Why this problem does not get talked about
The AI industry has a strong incentive to attribute failures to model capability. Capability failures are solved by better models, larger context windows, improved training. Those are products. The solution has a price.
Specification failures are solved by better thinking about what you want the agent to do. That is not a product. It is a craft, and it requires the person deploying the agent to think rigorously about requirements before deployment — which is considerably harder than assuming the model will figure it out.
There is a principle I have been applying in the WAT system since the first version: probabilistic decisions belong to agents, deterministic decisions belong to tools. What that means in practice is that anything requiring judgment — interpretation, synthesis, prioritisation, quality assessment — is agent work. Anything requiring precise, repeatable execution — data retrieval, format checking, export generation — is a tool call. The agent does not attempt deterministic work through inference. It calls the tool.

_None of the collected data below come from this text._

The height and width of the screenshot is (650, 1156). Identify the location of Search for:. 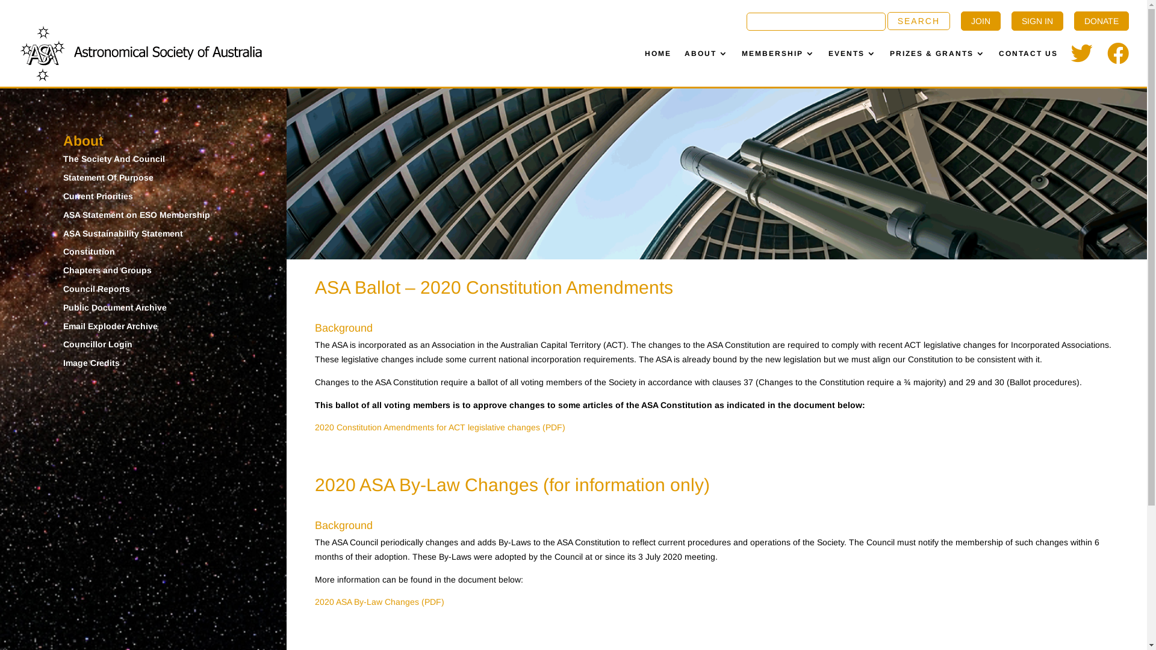
(848, 24).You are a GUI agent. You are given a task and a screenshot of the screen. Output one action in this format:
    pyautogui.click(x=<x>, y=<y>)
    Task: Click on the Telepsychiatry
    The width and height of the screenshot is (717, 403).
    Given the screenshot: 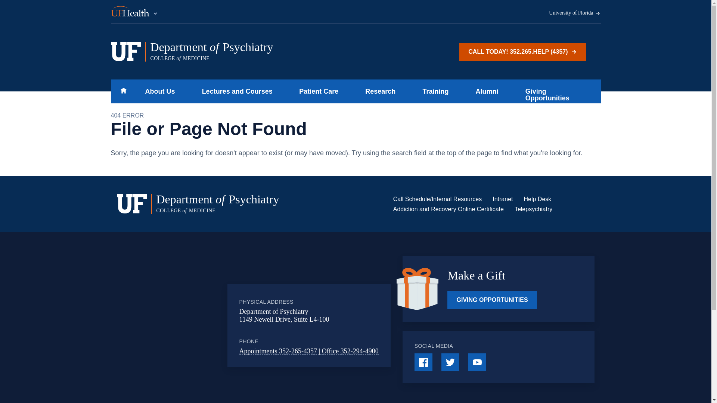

The specification has to encode this distinction. When it does not, agents attempt deterministic work through inference, produce variable results, and the failures look like model failures. They are not.
The input/output contract
The single most useful discipline I have applied to agent specification is treating every agent as having a formal interface: defined inputs and defined outputs.
Before I deploy any agent in the WAT system, I define: what does this agent receive, in what format, from what source? What must it produce, in what format, to what downstream system? The inputs and outputs are defined before the agent is written. The agent specification then tells the agent how to transform the inputs into the outputs within its defined scope.
This is not novel. It is basic software engineering practice applied to agents. The reason it matters more for agents than for traditional software is that agents, unlike traditional software, will improvise when the interface is ambiguous. A function with unclear inputs will fail with a type error. An agent with unclear inputs will make an assumption and proceed. The assumption may be right. You have no way of knowing which it is without testing every boundary case — which is only possible if you have defined the boundary cases in the specification.
The input/output contract is the most reliable guard against improvisation at the specification boundary.
What this means if you are deploying agents
I write for practitioners and for board-level decision-makers who are approving AI deployments without hands-on involvement in the specification process. Both audiences have a relevant takeaway.
For practitioners: the time you spend on specification before deployment is recovered many times over in reduced debugging and output unpredictability. The specification is not documentation for humans. It is instruction for the agent. Treat it with the rigour you would treat any other system specification.
For boards: when you are approving an AI agent deployment, the technical quality of the model is less relevant to governance outcomes than the quality of the specification. Ask to see it. Ask specifically: what does this agent do? What does it explicitly not do? What approval is required before it takes irreversible actions? What does it do when it encounters a situation outside its scope? If those questions cannot be answered clearly, the deployment is not ready for approval.
The model will do what it is capable of doing. What it chooses to do, and when, is determined by the specification. That is where AI governance earns its keep.
The Board AI Governance Framework includes a section on agent deployment approval criteria — the specific questions boards should require answers to before approving agentic AI deployments. It is built from operational experience with a production multi-agent system, not from theoretical governance principles.
For boards or organisations building or overseeing agentic AI systems, contact Steven directly.